You can make the case that slacktivism is important because it makes people feel affiliated to a movement and be part of it, and talk about it.
On the Internet, information from Indiana and India is equally cheap and easy to access.
When you sign up for Facebook, the service first searches for any mentions of your name and suggests you befriend anyone who has mentioned you in their posts. It then asks to access your e-mail account so you can connect with anyone with whom you regularly correspond.
Moments of crisis, like the shooting in Newtown, tend to produce brief spikes of popular interest in gun control. My research on media attention suggests these spikes are extremely short-lived, and that they may be decreasing in intensity.
Google doesn't really forget.
I can imagine Iceland becoming a good place to run a controversial Web site. But... Iceland may find itself forced to defend controversial speech.
When I was growing up in the U.S. in the 1970s, 35-40% of an average nightly newscast focused on international stories.
People want to be thought of as something other than a source of money. They want to be thought of as creative, thinking people.
Re-tweeting is a pretty common practice on Twitter, but on an average day, we see maybe one out of 20 posts is a re-tweet.
It's my fond hope that social networks such as Facebook will help users broaden their perspectives by listening to a different set of people than they encounter in their daily life. But I fear services such as Facebook may be turning us into imaginary cosmopolitans.
Reading the text of my blog itself is not really the interesting part. The exciting part is how the Internet allows me to be the eyes and ears for the people sending me postings from Africa.
The wider world is a click away, but whether we mean to or not, we're usually filtering it out.
If we need simple narratives so people can amplify and spread them, are we forced to engage only with the simplest of problems?
If I use Facebook to stay in touch with my high school friends who are church-going Republicans, I may be getting more ideological diversity than in hanging out with secular progressives on the World Politics sub-reddit.
It's become relatively commonplace to find corners of Africa that have good cell coverage but no electrical power.
The culture around here is much less cutthroat than it is in, say, Silicon Valley, or even within the non-profit culture in D.C.
On Twitter, if you want to quote someone else, you say, RT, re-tweet, that person's name, and then what they said before.
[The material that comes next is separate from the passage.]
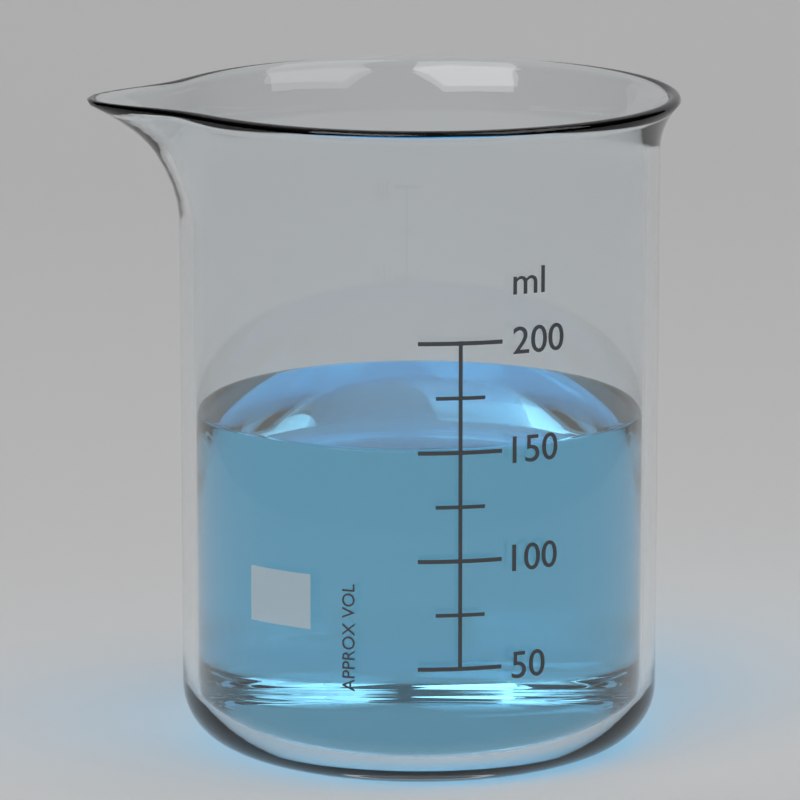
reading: 150 ml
And it's a way of essentially saying, I'm not saying this, but my friend said this and I thought this was interesting.
[According to Twitter] 24 percent of American Twitter users are African-American. That's about twice as high as African-Americans are represented in the population.
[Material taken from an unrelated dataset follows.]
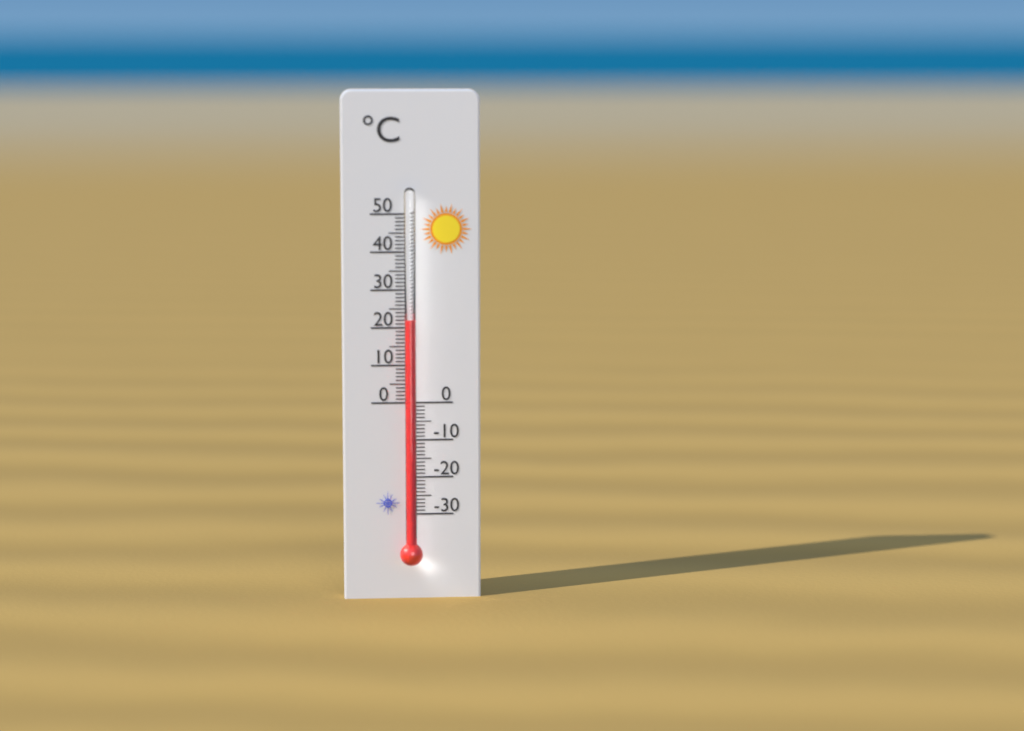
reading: 22 °C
I fear that I can no longer travel without technology. Twenty years ago, I loved getting on a bus in West Africa and taking off for a city I'd never been to before, relying on advice from out-of-date travel books and fellow passengers on the bus. Now, I end up using TripAdvisor, Yelp, and Google Maps. I probably eat and sleep better when I'm on the road, but I miss the mystery of travel when it was more random and unpredictable.
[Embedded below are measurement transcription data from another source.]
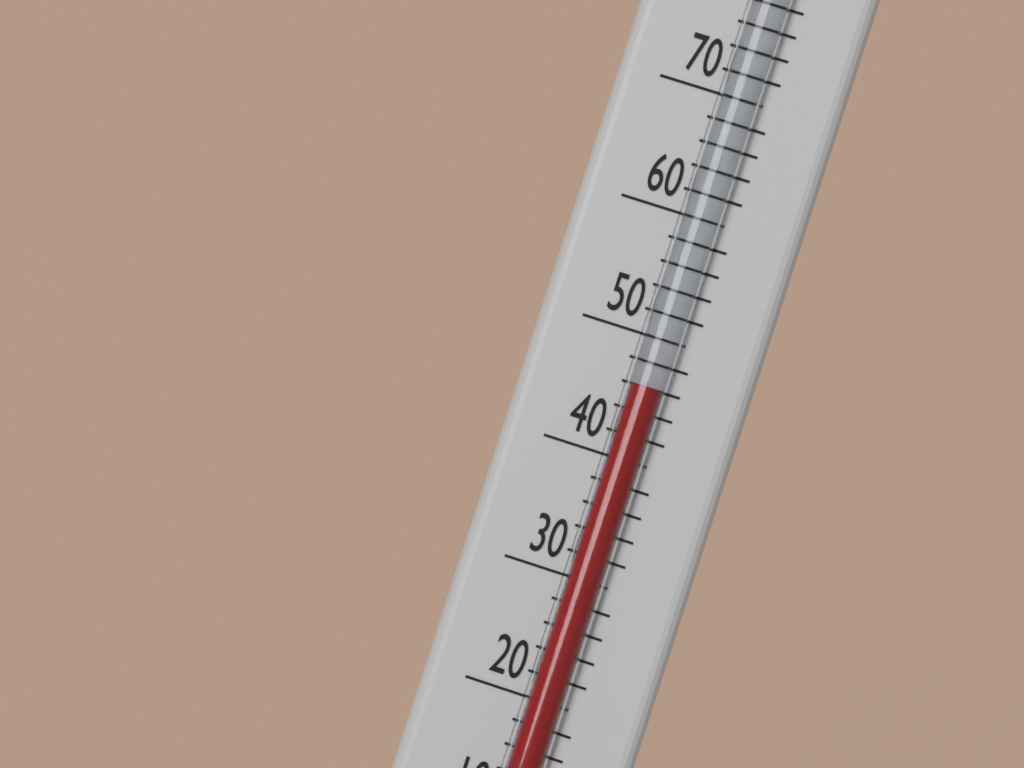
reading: 46 °F
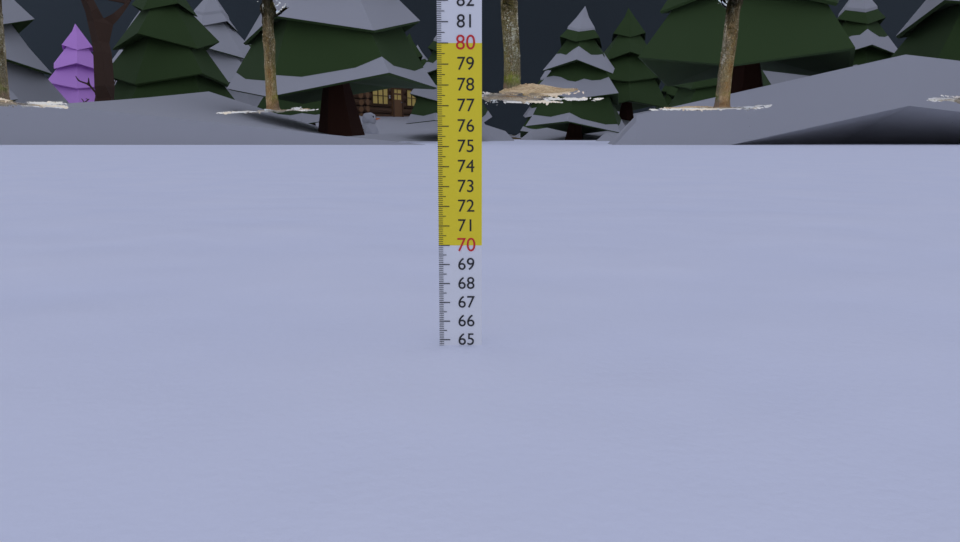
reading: 64.7 cm
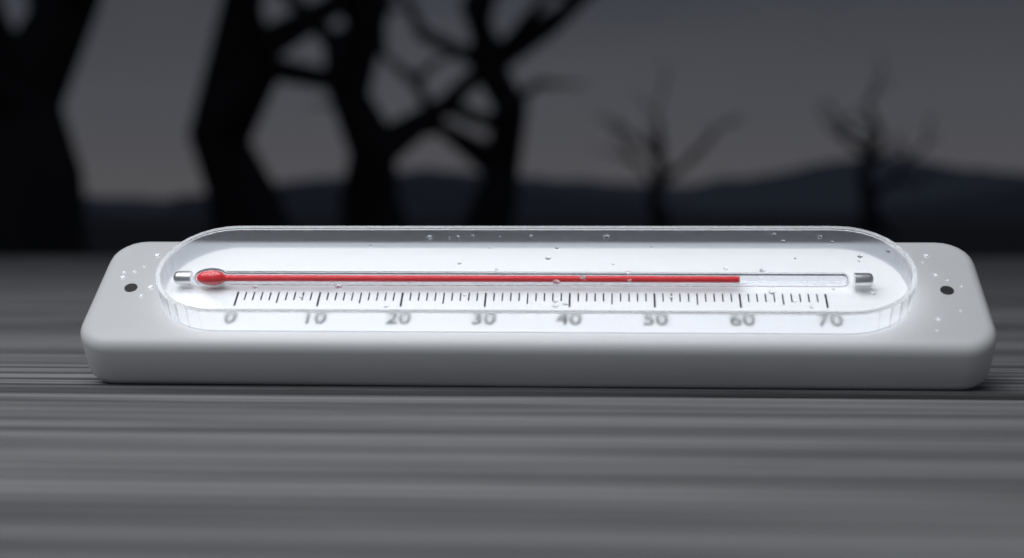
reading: 60 (no unit)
The Internet is corporations all the way down.
Twitter is my main tool for ensuring news balance.
While the Internet is censored in China, the censorship is allowing a level of speech to take place that's unprecedented.
It's becoming clear that the world is listening, so now we're trying to get new groups of people talking.
When I'm playing with circular saws, I'm offline (though often listening to podcasts) and when I sit in the cabin to read or write, it's wonderful to be offline for a few hours at a time.
People who know me well have learned to insist that I commit to obligations by opening my laptop and putting them onto the appropriate calendar or list - a verbal agreement and a promise to remember won't work.
I'm not nearly as well organized as I would like. I am a creature of to-do lists and calendars - if something doesn't get onto my Google Calendar, I don't show up for it.
Cute. I'm on the waitlist to beta a new product, and have been offered the chance to move up in the list if I tweet about it. Not doing so.